Amazon.co.uk Review
"I'm not worried about your state of mind, 'cause you're not the revolutionary kind," croons Ben Ottewell, Gomez's gravel-voiced singer on "Revolutionary Kind", but indeed, it's precisely this attitude that mobilises Gomez's harshest critics. Essentially,
Liquid Skin is the same album as 1998's Mercury Music Prize-winning
Bring It On--a potent hallucinogenic stew of Deep-Southern folk, blues, and country music played by--and here's the galling point--five white students from the North of England, graverobbing music's past without a new idea between them. There's an air of "having a laugh" that makes Gomez sometimes seem invitingly punchable, but all the same, it would be churlish to deny
Liquid Skin praise for its joyfully lackadasical approach to rootsy excavation. They've even gained praise in US alt-country periodical
No Depression, which is usually suspicious of outright fakery elbowing in on its genre, so there's clearly something in the plush, casual Americana of "Rhythm & Blues Alibi" and the acidic glide of "California" to endear it to the purists.
--Louis Pattison
CD Description
Gomez successfully combines the old with the new. On LIQUIDSKIN the band mixes touches of '60s psychedelia and hippie folk-rock with a gritty, angular, post-grunge alt-rock sensibility. Acoustic instruments abound, buoyed by rootsy-sounding organ and the occasional electric guitar rave-up. At times, the songs employ funky rhythms that could only have been born in the wake of hip-hop and electronica, but the lack ofelectronics and programmed rhythms makes them feel entirelyorganic. Gomez is more about songs than jams, but there is a sense of kinship to the expansive neo-stoner rock of groups like Phish and Blues Traveler. Unlike those outfits, though, Gomez retains a very British feel, whether the eclectic arrangements on LIQUID SKIN lean toward the orchestral or thepastoral.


## Problem to solve
In the records below, find the line containing "Decode this image" and repeat it and every line after it exactly, without pictures.

## Material shown

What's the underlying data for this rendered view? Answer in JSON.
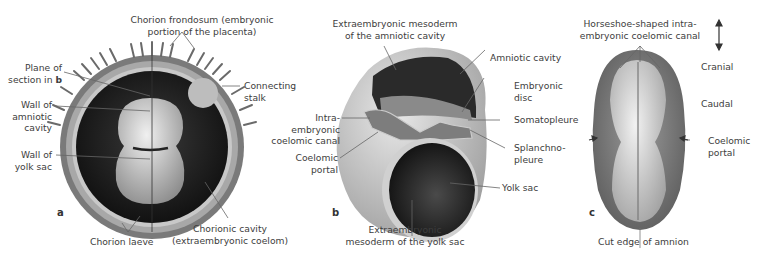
{
  "figure": {
    "panels": [
      {
        "id": "a",
        "label": "a",
        "annotations": {
          "chorion_frondosum_1": "Chorion frondosum (embryonic",
          "chorion_frondosum_2": "portion of the placenta)",
          "plane_1": "Plane of",
          "plane_2": "section in ",
          "plane_bold": "b",
          "connecting_1": "Connecting",
          "connecting_2": "stalk",
          "amniotic_wall_1": "Wall of",
          "amniotic_wall_2": "amniotic",
          "amniotic_wall_3": "cavity",
          "yolk_wall_1": "Wall of",
          "yolk_wall_2": "yolk sac",
          "chorion_laeve": "Chorion laeve",
          "chorionic_cavity_1": "Chorionic cavity",
          "chorionic_cavity_2": "(extraembryonic coelom)"
        }
      },
      {
        "id": "b",
        "label": "b",
        "annotations": {
          "extra_meso_amn_1": "Extraembryonic mesoderm",
          "extra_meso_amn_2": "of the amniotic cavity",
          "amniotic_cavity": "Amniotic cavity",
          "embryonic_disc_1": "Embryonic",
          "embryonic_disc_2": "disc",
          "somatopleure": "Somatopleure",
          "splanchno_1": "Splanchno-",
          "splanchno_2": "pleure",
          "yolk_sac": "Yolk sac",
          "intra_1": "Intra-",
          "intra_2": "embryonic",
          "intra_3": "coelomic canal",
          "coelomic_portal_1": "Coelomic",
          "coelomic_portal_2": "portal",
          "extra_meso_yolk_1": "Extraembryonic",
          "extra_meso_yolk_2": "mesoderm of the yolk sac"
        }
      },
      {
        "id": "c",
        "label": "c",
        "annotations": {
          "horseshoe_1": "Horseshoe-shaped intra-",
          "horseshoe_2": "embryonic coelomic canal",
          "cranial": "Cranial",
          "caudal": "Caudal",
          "coelomic_portal_1": "Coelomic",
          "coelomic_portal_2": "portal",
          "cut_edge": "Cut edge of amnion"
        }
      }
    ],
    "colors": {
      "text": "#3d3d3d",
      "leader_line": "#555555",
      "chorion": "#9a9a9a",
      "cavity": "#1a1a1a",
      "tissue_light": "#d8d8d8"
    }
  }
}
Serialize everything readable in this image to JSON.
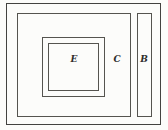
{
  "diagram": {
    "labels": {
      "e": "E",
      "c": "C",
      "b": "B"
    },
    "colors": {
      "background": "#fcfcfa",
      "line": "#55544f",
      "outer_line": "#434240",
      "text": "#2e2d2a"
    }
  }
}
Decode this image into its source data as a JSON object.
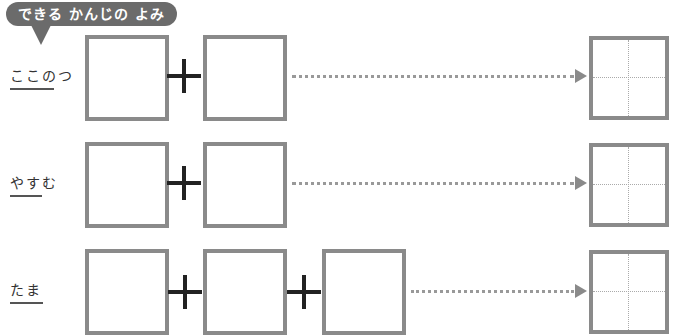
{
  "header": {
    "badge_label": "できる かんじの よみ"
  },
  "rows": [
    {
      "reading": "ここのつ",
      "underline_chars": 3,
      "part_boxes": 2
    },
    {
      "reading": "やすむ",
      "underline_chars": 2,
      "part_boxes": 2
    },
    {
      "reading": "たま",
      "underline_chars": 2,
      "part_boxes": 3
    }
  ],
  "colors": {
    "badge": "#6b6b6b",
    "box_border": "#8a8a8a",
    "plus": "#222222",
    "dots": "#999999"
  },
  "icons": {
    "plus": "plus-icon",
    "arrow": "arrow-right-icon"
  }
}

## Output
Decode this image into its source data as a JSON object.
{
  "header": {
    "badge_label": "できる かんじの よみ"
  },
  "rows": [
    {
      "reading": "ここのつ",
      "underline_chars": 3,
      "part_boxes": 2
    },
    {
      "reading": "やすむ",
      "underline_chars": 2,
      "part_boxes": 2
    },
    {
      "reading": "たま",
      "underline_chars": 2,
      "part_boxes": 3
    }
  ],
  "colors": {
    "badge": "#6b6b6b",
    "box_border": "#8a8a8a",
    "plus": "#222222",
    "dots": "#999999"
  },
  "icons": {
    "plus": "plus-icon",
    "arrow": "arrow-right-icon"
  }
}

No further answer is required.